Update (Wed 21 Sep, 2022, 12:47 BST):
Seamus Blackley has shared more details on this canceled Jurassic World game in a three-part interview with the Jurassic Park YouTuber Jurassic Time Memoirs.
The first part covers Trespasser, while the second and third go into this canceled Jurassic World game and the plans for its story. Over the course of the three videos, we learn more about the story, including that it would have followed Billy Brennan from Jurassic Park III being hired to go to Site B to stop the problem of the dinosaurs getting off the island. He would eventually go rogue, however, and ally himself to a pack of velociraptors including its leader Blue.
Players would struggle to survive on the island and would eventually learn to communicate with different dinosaur species, showing that the creatures weren't just bullet sponges but living, breathing animals with their own wants and personalities. Obviously, this idea of befriending a raptor pack is something we later saw in the 2015 blockbuster film of the same name with Chris Pratt's character standing in for Billy, but it apparently wasn't the only thing recycled.
As Blackley tells Jurassic Time Memoirs in the second part of the interview:
“Some of the concept art […] those were the movie posters. If you look at the billboard for Jurassic World, some of them are exactly the same as the concept art, so when I would drive around LA at the time and see them, that was super hard.”
Nevertheless, he says he doesn't hold a grudge about the decision:
"There's a story here, which is not true, where I feel all bitter about this. But Frank Marshall is a stand-up guy. Steven Spielberg is a really good guy. Universal made a business decision - the presidents of Universal - and it fucking sucked and it was wrong, and it was a bad call, but everybody else just had to deal with it, and they dealt with it like adults and like caring people. And they were nice about it."
Original article (Thu 28th Jul, 2022, 16:00 BST):
In the great pantheon of video game disasters, Jurrasic Park adaptation Trespasser is a game that sits comfortably alongside Atari's E.T. and Accolade's Bubsy 3D.
Developed by DreamWorks Interactive under the leadership of future Xbox designer Seamus Blackley, it was an attempt to combine the world of Jurassic Park with the possibilities of real-time physics simulations but was a victim of its own overambition. The game launched in 1998 in a rough state, with reviewers highlighting its countless bugs and graphical glitches, alongside the frustratingly slow movement speed of its central protagonist Anne and a whole host of other issues.
In the intervening years, fans have stepped up to try and correct some of these problems via mods, but what you might not know is that Blackley himself briefly returned to the Jurassic Park franchise to try and fix this black mark on his resume. He revealed more about this in a recent Twitter thread.
According to Blackley, after working at Xbox for a number of years following the failure of Trespasser, he went to work in finance for the CAA, the Creative Artists Agency. It was here that he again encountered Steven Spielberg, whom he had previously worked with on Trespasser and who was a client of the CAA at the time.
Spielberg didn't like seeing a creative person like Blackley in a finance role, and later on, while thinking about rebooting the Jurassic Park franchise, gave him a way out of his well-paid job where he was "unhappy as hell".
As Blackley reveals, the next thing he knew the famous producer Kathleen Kennedy was asking him to write a story and gameplay pitch for a new Jurassic Park game to pitch to Steven Spielberg and the co-presidents of Universal, and to make a trailer to show Spielberg personally. Once the nerves had settled down, Blackley managed to come up with a new spin on the series:
"I wrote a story about dinosaurs on Isla Sorna and the research sites escaping, and about how humans had to come to terms with the original owners of the planet. My thesis was that audiences wanted to KNOW the dinosaurs more than to kill them.
"Not monsters. Earthlings. And…with the help of incredibly talented artists and coders, we made a game design, an art design, and a story Bible. We called it Jurassic World."
If that name sounds familiar to you, congratulations on not living under a rock. Also, pay attention to what happens next, as it is perhaps the most interesting part of this whole unbelievable story.
According to Blackley, he put together a trailer that Spielberg ended up loving, but it wasn't enough to save the game with internal changes at Universal meaning he would eventually start redirecting all the art assets to another producer named Frank Marshall instead. The project was cancelled internally because of these changes, but the materials and storyboards didn't go to waste, with Marshall using them to inform the next Jurassic Park film, eventually retitled Jurassic World.
It's fascinating to hear about this obscure video game project, and even more fascinating to hear how it influenced the record-breaking blockbuster from 2015. Blackley has promised to share some storyboards and art in the future, and we can't wait to see more of this forgotten project in the coming months.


[ABOUT THIS EXERCISE] The task calls for the count of lines containing "object" in these records, given as a number with no other words.

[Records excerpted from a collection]
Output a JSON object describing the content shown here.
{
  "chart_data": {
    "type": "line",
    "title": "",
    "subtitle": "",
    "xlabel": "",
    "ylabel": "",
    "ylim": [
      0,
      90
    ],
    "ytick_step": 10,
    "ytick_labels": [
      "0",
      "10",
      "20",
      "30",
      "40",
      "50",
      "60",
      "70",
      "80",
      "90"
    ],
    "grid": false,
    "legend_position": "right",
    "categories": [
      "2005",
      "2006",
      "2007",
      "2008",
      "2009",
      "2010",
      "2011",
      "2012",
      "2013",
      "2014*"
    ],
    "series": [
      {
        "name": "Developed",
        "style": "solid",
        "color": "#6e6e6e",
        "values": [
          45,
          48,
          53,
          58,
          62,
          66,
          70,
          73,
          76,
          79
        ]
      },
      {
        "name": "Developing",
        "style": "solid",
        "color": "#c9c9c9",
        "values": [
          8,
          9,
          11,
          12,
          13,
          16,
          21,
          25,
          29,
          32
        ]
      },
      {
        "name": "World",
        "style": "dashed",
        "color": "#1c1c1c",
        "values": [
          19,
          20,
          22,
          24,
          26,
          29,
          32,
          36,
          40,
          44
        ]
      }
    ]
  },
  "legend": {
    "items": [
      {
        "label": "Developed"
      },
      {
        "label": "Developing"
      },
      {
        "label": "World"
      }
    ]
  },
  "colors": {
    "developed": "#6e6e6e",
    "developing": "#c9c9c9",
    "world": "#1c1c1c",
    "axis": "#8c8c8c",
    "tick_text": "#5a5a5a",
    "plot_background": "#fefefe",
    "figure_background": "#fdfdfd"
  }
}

* * *

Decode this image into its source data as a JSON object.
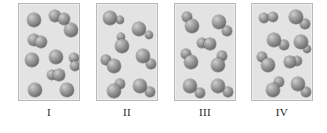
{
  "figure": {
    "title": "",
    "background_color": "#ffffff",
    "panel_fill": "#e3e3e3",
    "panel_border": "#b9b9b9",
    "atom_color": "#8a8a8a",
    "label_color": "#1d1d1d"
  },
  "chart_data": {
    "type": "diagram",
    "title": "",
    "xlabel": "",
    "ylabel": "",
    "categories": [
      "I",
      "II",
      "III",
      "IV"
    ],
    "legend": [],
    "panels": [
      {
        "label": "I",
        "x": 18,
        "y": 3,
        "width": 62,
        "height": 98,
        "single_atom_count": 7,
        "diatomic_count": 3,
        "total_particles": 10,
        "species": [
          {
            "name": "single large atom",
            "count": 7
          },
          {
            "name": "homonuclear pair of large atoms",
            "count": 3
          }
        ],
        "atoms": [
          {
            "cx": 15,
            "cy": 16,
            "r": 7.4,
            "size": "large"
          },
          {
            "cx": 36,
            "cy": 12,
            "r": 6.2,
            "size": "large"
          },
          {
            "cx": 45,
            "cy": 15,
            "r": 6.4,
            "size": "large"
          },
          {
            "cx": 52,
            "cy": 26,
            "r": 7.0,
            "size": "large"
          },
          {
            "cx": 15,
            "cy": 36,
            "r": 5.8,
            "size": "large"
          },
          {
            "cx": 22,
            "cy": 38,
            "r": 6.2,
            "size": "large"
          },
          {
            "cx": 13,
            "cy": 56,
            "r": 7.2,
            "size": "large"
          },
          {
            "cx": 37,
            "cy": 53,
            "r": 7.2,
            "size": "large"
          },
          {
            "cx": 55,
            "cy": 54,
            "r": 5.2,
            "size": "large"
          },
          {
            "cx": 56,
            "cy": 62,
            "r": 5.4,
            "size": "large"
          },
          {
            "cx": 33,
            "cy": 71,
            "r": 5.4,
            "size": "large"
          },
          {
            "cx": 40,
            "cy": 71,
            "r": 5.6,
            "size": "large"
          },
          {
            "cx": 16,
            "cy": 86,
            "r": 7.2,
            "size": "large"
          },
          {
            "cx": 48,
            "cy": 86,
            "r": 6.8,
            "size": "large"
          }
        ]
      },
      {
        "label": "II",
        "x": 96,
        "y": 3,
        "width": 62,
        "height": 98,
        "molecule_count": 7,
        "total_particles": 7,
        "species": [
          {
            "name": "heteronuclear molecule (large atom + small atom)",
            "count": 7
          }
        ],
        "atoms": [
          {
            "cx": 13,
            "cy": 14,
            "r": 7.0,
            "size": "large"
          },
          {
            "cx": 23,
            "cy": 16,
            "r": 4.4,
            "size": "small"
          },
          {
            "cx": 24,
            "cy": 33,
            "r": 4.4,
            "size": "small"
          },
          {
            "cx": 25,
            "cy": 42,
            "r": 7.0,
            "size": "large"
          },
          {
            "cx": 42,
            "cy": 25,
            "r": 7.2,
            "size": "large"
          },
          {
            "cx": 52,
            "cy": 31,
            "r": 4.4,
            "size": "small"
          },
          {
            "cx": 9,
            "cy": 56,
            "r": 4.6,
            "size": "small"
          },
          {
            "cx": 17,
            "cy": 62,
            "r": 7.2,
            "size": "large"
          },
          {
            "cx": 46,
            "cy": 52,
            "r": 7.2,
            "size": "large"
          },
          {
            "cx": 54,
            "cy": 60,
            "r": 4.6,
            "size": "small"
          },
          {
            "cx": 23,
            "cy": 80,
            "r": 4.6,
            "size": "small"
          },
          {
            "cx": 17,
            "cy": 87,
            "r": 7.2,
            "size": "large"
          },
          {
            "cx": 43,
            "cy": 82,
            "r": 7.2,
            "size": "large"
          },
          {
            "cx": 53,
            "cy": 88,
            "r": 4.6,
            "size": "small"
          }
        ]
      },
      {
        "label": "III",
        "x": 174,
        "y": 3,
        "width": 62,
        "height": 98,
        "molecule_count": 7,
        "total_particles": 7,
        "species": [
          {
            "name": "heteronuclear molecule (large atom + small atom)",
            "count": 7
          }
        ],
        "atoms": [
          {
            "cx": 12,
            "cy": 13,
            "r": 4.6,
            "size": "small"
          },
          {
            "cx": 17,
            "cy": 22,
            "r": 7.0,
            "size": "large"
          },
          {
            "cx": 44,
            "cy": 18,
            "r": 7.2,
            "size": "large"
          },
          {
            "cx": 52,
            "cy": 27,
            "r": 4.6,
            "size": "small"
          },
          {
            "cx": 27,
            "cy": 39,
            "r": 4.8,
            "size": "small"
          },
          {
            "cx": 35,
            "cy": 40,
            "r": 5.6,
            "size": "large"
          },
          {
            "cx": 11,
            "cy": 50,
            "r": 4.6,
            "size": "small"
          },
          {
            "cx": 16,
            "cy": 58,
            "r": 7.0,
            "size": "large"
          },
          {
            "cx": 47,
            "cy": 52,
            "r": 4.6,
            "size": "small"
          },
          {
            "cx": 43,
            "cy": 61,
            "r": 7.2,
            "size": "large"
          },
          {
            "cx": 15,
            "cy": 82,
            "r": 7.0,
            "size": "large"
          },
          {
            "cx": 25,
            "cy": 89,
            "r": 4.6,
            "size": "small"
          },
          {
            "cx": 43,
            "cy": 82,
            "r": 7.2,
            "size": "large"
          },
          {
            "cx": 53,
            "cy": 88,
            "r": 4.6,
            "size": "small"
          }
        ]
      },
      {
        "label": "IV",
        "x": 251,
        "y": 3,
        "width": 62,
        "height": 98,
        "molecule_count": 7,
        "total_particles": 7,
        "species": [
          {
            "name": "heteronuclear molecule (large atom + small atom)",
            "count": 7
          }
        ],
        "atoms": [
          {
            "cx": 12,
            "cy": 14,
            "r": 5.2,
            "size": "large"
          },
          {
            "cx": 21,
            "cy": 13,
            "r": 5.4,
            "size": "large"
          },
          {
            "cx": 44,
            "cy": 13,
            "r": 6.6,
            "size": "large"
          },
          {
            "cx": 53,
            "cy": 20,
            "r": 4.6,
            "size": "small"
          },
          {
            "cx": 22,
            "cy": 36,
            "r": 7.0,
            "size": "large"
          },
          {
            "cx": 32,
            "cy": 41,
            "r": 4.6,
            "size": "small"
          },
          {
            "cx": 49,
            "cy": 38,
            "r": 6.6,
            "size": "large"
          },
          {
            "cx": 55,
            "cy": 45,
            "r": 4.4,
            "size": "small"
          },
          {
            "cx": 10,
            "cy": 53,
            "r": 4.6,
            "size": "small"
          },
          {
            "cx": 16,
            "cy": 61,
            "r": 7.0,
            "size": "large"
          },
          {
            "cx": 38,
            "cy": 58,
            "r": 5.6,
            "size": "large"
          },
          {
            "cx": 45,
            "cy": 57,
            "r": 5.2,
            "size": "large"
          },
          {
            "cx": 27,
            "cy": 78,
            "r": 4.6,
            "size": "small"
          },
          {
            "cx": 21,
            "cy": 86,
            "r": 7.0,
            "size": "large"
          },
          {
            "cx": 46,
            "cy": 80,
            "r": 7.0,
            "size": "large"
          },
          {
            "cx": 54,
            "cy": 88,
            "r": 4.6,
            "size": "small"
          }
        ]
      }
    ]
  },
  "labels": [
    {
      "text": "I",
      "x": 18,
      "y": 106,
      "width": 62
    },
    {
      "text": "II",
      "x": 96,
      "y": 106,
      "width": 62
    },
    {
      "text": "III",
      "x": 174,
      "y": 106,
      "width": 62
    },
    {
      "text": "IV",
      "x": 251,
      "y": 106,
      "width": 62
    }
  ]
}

[EXERCISE RESULT] 2